Essay Writing, VCE EAL, VCE English

TEEL Structure: Evidence

As mentioned in our last post, TEEL stands for: Topic Sentence, Evidence, Explain, Link.

What is Evidence?

Evidence is the part where students present their evidence to support their Topic Sentence! This section is where students draw from their understanding of the text and show off their knowledge. Evidence can include:

  • quotes
  • stage directions
  • camera angles
  • music
  • costuming
  • acting
  • staging
  • lighting
  • cinematic devices
  • poetic devices

There are a few guidelines that we find helpful for our students:

1. It should be 1 sentence only

We suggest limiting the Evidence section to 1 sentence because if students are allowed to write multiple sentences, often it becomes a storytelling exercise. Students get sucked into the trap of writing about what the characters did and why and what they said in reaction, and forget that this is not analysis!

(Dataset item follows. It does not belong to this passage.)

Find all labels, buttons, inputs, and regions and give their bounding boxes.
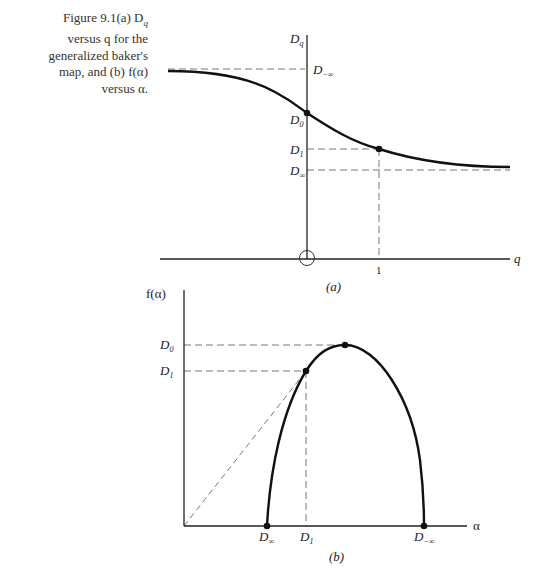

Here is a weak Evidence section:

In All The Light We Cannot See, Werner has no other prospects than to work in the mines like his father. He is trapped in his destiny and feels scared that he will be stuck there for the rest of his life, when he wants to life a freer life.

We can rewrite this by shortening it into one sentence:

At the beginning of All The Light We Cannot See, Werner is ‘trapped’ with the looming prospect of descending into the mines, which draws him in like ‘insects toward a lighted trap’ in following his fathers footsteps.

By condensing the 2 sentences into 1, there is now more momentum for the student launch into an analysis of the evidence. The revised sentence now acts as the first half of a thought and begs the question: so what? So what that Werner feels trapped and drawn? What does this show us?

2. The evidence provided should be specific

By ‘specific’, we mean that we should be able to give it a page number, a line number, or timestamp. This forces the student to engage with specific parts of the text, whether it is the diegetic music, a quote, or an enjambment.

Here is another weak Evidence sentence:

In The Hate Race, Maxine confesses that she bullied Bhagita because she wanted to be accepted by those who bullied her, and this gave her power that she did previously lacked.

We can strengthen this Evidence by including quotes:

In The Hate Race, Maxine inflicts the pain she suffered on Bhagita by calling her a ‘curry muncher’ in order to be accepted by those who called her ‘blacky’, and the resulting recognition she received as ‘Maxine’ makes her feel ‘powerful’ in ways she had not before.

The inclusion of the quotes give legitimacy to the student’s writing. Without the quotes, it reads as a summary and some students will continue that position of talking about what Maxine does and how she feels. With the addition of quotes, even though the revised sentence is still a summary of events, the student’s writing sounds knowledgeable and insightful.